The district may not be ready either. It’s going to a first, the directors believe.
Instead of 150 bandsmen on the field with 10 or so twirlers, there will be 350 bandsmen and more than 110 twirlers. The added numbers are from the middle school’s seventh- and eight-grade symphonic and concert bands. Then, the twirlers will include the 107 “mini-spinners” at the middle school. These are kindergarten to sixth-graders who twirl batons and flash flags under the direction of Mike McGehee.
They’ll all be on the halftime field to play at least one number together. When the two directors talk about it, they can’t keep from smiling.
“We don’t know what will happen. We think we do, but we really don’t,’’ mused Sanders regarding the coming extravaganza.
The heightened numbers will show off Atlanta schools’ far-reaching music program. At the high school, some 35 percent of its students are in the music program, whereas the state’s average is around 8 to 10 percent. At the middle school, participation is nearing 90 percent of the students.
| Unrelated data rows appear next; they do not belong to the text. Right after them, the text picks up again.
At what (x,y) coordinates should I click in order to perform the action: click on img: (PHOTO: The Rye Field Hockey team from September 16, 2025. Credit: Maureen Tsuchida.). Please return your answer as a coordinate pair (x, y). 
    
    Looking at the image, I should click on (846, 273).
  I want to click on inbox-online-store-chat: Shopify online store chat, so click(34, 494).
Atlanta High is already fielding its largest marching band. Their “Olympus” show band program this season is more powerful and complicated. On the sideline’s “pit” area, the percussion instruments and players are the most ever, the directors said.
The “Olympus” program presents quite a lot of sound and show. It recently won the Overall Outstanding Band award at the Four States Invitational Marching Contest in Texarkana. And, for the 12th straight year, the band won a superior first rating at University Interscholastic League judging in Mount Pleasant last weekend. This is as far as the marching competition will go this year because state competition is an every-other-year challenge.
And so, as the music program progresses, its directors can hardly wait for the start of a recent, voter-approved financial investment to build a new band hall.
“We already cannot meet all together, as one group in one room, except on stage in the auditorium,” Sanders said. “A new band hall will be great.”
“We can grow more,” Breshears added, noting that while 32 seniors are graduating this year, the class at middle school has 80 musicians who will be moving up.
“It’s not about wanting to. It’s about meeting the need,” Breshears said.
The Rabbit music program succeeds for two main reasons, the leaders agreed.
“We expect a lot, have high standards,” Sanders said.
“And the students take a lot of pride and ownership in this, too. You see them all the time scheduling their own section practices,” Breshears said.
Then the two were out the band hall door, getting prepared to meet the band on the field for more practice.
The players will have one more significant program to perform before concluding the marching season. They will be at Lake Hamilton High School in Hot Springs, Ark., in November to participate in another marching contest.
”We will want to see what the Arkansas bands are doing,” Sanders said. “We want to be sure we are keeping up.”